Stacy Greco of the Alachua County Environmental Protection Department updated the board on the county 19s water‑conservation efforts and grant‑funded programs.
Greco described CAP and grant partnerships, an ongoing turf‑swap rebate program funded with $300,000 in cost‑share funds from the St. Johns River Water Management District, and Florida Water Star incentives for new construction. She told the board that, to date, the turf‑swap program removed 657 irrigation heads from participating properties and — by a back‑of‑the‑envelope calculation — saved roughly six million gallons of water annually so far. Greco said the county will run pre/post water‑use studies to measure program efficacy if grant funds and partnerships allow.
The department also reported on its irrigation design code, in force since April 2016, which requires plan approval and inspections for new irrigation systems and allows alternative compliance for constrained sites. Greco said 420 irrigation jobs have gone through the approval process and 71 irrigation professionals are registered in the county portal.

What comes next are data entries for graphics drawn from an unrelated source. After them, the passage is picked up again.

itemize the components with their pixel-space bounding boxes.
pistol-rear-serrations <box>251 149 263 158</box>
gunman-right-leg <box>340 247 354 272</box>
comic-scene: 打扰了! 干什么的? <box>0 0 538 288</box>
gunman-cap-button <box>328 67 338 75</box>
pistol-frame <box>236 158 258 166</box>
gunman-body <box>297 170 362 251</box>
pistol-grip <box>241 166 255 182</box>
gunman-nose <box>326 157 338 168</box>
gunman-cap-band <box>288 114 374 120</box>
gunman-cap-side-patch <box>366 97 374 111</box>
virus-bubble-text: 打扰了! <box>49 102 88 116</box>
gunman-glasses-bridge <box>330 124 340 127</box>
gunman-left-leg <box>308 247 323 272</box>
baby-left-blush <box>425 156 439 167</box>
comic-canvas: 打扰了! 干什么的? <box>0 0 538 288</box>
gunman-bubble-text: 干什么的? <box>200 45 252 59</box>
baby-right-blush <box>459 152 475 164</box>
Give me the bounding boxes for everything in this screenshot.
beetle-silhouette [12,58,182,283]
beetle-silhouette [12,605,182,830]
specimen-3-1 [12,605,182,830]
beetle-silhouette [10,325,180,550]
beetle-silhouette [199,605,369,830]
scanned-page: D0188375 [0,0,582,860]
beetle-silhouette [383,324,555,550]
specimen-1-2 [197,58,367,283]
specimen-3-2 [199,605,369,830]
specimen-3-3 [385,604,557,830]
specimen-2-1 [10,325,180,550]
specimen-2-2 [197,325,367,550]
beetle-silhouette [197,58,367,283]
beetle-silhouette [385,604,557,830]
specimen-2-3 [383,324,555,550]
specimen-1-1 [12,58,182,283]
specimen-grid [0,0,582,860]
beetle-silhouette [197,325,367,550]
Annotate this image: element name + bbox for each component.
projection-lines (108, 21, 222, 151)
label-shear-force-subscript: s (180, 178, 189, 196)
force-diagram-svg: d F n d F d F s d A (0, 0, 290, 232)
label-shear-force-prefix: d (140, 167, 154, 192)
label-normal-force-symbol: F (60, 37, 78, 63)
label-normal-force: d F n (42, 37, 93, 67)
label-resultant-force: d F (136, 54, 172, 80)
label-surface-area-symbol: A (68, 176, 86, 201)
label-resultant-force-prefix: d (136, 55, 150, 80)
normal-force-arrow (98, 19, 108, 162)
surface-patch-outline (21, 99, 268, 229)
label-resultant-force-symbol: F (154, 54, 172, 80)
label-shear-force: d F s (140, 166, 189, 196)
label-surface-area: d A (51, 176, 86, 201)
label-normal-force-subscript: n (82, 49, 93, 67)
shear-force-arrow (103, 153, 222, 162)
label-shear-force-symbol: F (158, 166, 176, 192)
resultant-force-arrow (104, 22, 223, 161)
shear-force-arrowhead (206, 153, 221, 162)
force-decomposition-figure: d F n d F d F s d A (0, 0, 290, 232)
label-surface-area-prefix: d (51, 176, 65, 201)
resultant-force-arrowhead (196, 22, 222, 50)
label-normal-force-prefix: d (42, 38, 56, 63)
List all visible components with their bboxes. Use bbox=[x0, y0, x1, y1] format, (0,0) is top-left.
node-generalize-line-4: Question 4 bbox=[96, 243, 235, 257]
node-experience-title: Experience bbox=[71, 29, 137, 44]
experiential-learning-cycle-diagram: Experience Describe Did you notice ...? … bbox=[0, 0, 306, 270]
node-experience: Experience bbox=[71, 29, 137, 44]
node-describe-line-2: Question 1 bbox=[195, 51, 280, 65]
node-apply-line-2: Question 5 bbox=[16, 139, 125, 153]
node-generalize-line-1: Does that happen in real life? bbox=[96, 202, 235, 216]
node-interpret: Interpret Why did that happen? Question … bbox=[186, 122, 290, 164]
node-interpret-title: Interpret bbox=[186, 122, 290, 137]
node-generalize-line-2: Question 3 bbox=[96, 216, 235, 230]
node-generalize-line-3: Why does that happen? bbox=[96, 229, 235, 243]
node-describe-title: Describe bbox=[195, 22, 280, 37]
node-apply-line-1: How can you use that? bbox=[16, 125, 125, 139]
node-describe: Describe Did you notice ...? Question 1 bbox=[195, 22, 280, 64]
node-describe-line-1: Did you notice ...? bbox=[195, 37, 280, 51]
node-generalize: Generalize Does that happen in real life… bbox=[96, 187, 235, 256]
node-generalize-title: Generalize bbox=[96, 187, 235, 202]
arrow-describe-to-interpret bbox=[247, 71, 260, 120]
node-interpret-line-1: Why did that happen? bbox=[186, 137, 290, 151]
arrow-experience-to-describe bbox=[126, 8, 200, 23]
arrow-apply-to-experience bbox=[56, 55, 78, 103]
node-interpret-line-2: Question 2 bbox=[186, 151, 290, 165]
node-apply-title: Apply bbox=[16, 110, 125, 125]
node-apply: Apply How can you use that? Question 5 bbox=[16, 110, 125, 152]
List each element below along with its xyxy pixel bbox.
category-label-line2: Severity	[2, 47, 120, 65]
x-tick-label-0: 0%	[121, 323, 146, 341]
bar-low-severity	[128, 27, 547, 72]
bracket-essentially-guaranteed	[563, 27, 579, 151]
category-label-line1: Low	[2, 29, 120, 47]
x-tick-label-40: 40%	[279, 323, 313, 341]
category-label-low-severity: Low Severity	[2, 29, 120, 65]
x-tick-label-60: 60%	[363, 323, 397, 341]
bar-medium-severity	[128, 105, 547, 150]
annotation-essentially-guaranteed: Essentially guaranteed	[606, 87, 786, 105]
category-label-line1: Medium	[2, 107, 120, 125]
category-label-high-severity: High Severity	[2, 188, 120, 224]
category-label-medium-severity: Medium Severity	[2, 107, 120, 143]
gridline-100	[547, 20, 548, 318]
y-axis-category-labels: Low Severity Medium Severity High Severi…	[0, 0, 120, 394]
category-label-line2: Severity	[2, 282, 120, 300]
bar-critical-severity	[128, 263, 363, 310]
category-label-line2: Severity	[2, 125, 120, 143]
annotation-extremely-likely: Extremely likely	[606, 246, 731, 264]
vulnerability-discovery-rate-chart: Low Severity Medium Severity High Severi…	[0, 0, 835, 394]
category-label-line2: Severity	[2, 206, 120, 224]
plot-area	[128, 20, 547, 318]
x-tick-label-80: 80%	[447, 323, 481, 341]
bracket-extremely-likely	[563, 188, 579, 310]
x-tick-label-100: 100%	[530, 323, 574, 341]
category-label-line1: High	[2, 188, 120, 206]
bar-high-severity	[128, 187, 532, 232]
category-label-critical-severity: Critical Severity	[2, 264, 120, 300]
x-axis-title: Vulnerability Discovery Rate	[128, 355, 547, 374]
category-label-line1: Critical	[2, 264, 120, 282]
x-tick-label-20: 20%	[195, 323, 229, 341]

Commissioners asked about municipal opt‑in and enforcement. Chair Pinkettson and Commissioner Cornell requested a chair letter inviting municipalities to adopt the county 19s irrigation policy for municipal facilities and to opt in to the irrigation ordinance where practical; staff will track municipal responses and report back. Commissioners also asked staff to provide citation and enforcement data (written warnings vs. citations) in a memo. The board approved a multi‑part motion to send a chair letter, schedule a policy discussion after municipal responses and request a presentation from the Community Weatherization Coalition; staff will also provide enforcement statistics by memo.